News – especially sports news – has long revolved around the scoop. Yes, all reporters and editors will tell you that it’s important to get it right, not to just get it first, but getting it first is an obsession that drives reporting. Cultivating your sources and becoming that guy who everyone expects to break the news. To be Adrian Wojnarowski for basketball news. Jay Glazer for football. Ken Rosenthal for baseball. These dudes are brands of their own, quite famous and, I assume, quite wealthy as a result.
But, as I have been saying for three years now, readers don’t care who got this news. They just care about the news itself. The Wojnarowskis of the world will tweet it out and, within minutes, it’s retweeted and blogged halfway around the world. Good retweeters and bloggers will credit the Wojnarowskis, but not everyone does. In very short order, that scoop has become a simple commodity – a fact in the ether – not a unique journalistic product. At least not in the minds of the people consuming it.
No, not all stories are like this. In-depth reporting about institutions, changing dynamics and trends or substantive interviews with newsmakers cannot be easily gutted and commodified like this. Those sorts of stories – stories like Sandomir’s New York Times’ colleague Tyler Kepner often writes – stand on their own and contain reader-serving journalistic heft, the sort of which Sandomir wants to see.
But the LeBron James story doesn’t.
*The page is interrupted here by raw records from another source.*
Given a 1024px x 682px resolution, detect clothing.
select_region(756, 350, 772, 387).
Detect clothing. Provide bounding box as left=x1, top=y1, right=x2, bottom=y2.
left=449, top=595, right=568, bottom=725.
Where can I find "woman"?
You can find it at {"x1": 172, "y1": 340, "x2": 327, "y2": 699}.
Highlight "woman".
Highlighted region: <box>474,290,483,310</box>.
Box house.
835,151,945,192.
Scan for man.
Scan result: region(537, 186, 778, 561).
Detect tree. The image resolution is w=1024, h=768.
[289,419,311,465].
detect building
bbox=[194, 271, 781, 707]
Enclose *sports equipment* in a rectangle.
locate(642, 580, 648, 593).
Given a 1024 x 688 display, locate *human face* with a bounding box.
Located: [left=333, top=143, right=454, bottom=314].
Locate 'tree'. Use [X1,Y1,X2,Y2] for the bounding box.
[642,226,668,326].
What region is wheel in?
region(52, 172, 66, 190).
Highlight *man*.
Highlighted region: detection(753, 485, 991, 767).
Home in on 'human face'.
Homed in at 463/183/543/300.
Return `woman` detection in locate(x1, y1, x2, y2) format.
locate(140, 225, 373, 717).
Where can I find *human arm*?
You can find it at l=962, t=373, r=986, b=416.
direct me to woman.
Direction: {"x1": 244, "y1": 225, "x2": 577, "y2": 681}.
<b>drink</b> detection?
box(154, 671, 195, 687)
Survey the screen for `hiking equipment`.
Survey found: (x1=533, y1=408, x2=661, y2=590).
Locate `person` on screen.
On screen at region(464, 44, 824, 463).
It’s a big event, sure, but at bottom it’s functionally equivalent to a team issuing a statement that it placed a player on the disabled list. That day’s starting lineup. A simple bit of data. A commodity. And just as sports teams and leagues are increasingly bypassing the press in order to release that sort of commodity news directly to fans via their Twitter feeds or in-house news operations, LeBron James could have very easily tweeted that he was heading back to Cleveland to his 13.6 million followers. Or, like he did back in 2010, could’ve said it on some TV show cum P.R. festival he created for himself. Indeed, it’s amazing to me that Sports Illustrated even got what it got here and they should be credited for getting that much. I didn’t need more than that yesterday. I’m more than happy – hell, very, very eager – to wait for Jenkins’ in-depth followup to all of this. I bet it’ll be incredible.
Sports Illustrated gets it. They know that, no matter how much “journalistic heft” they had put in to this story, it would not have mattered too much to them due to everyone taking what they’re dropping and running with it. I mean, just look where we are now, less than 24 hours after the story broke. Here’s the top Google result for “Sports Illustrated LeBron James”:
Yup, that’s Sandomir’s story criticizing SI’s story in the top slot. Which, it’s probably worth noting, doesn’t even link back to Sports Illustrated.
Good thing Lee Jenkins didn’t waste too much time weaving third-person narratives and serving readers in that piece. No one would’ve seen it.
UPDATE: Seems like whoever puts together the New York Times’ very own sports front is making my point for me: it’s nothing but a blown-up agate transactions blurb. It’s beautiful. No need for more “journalistic heft.” It says all it needs to say.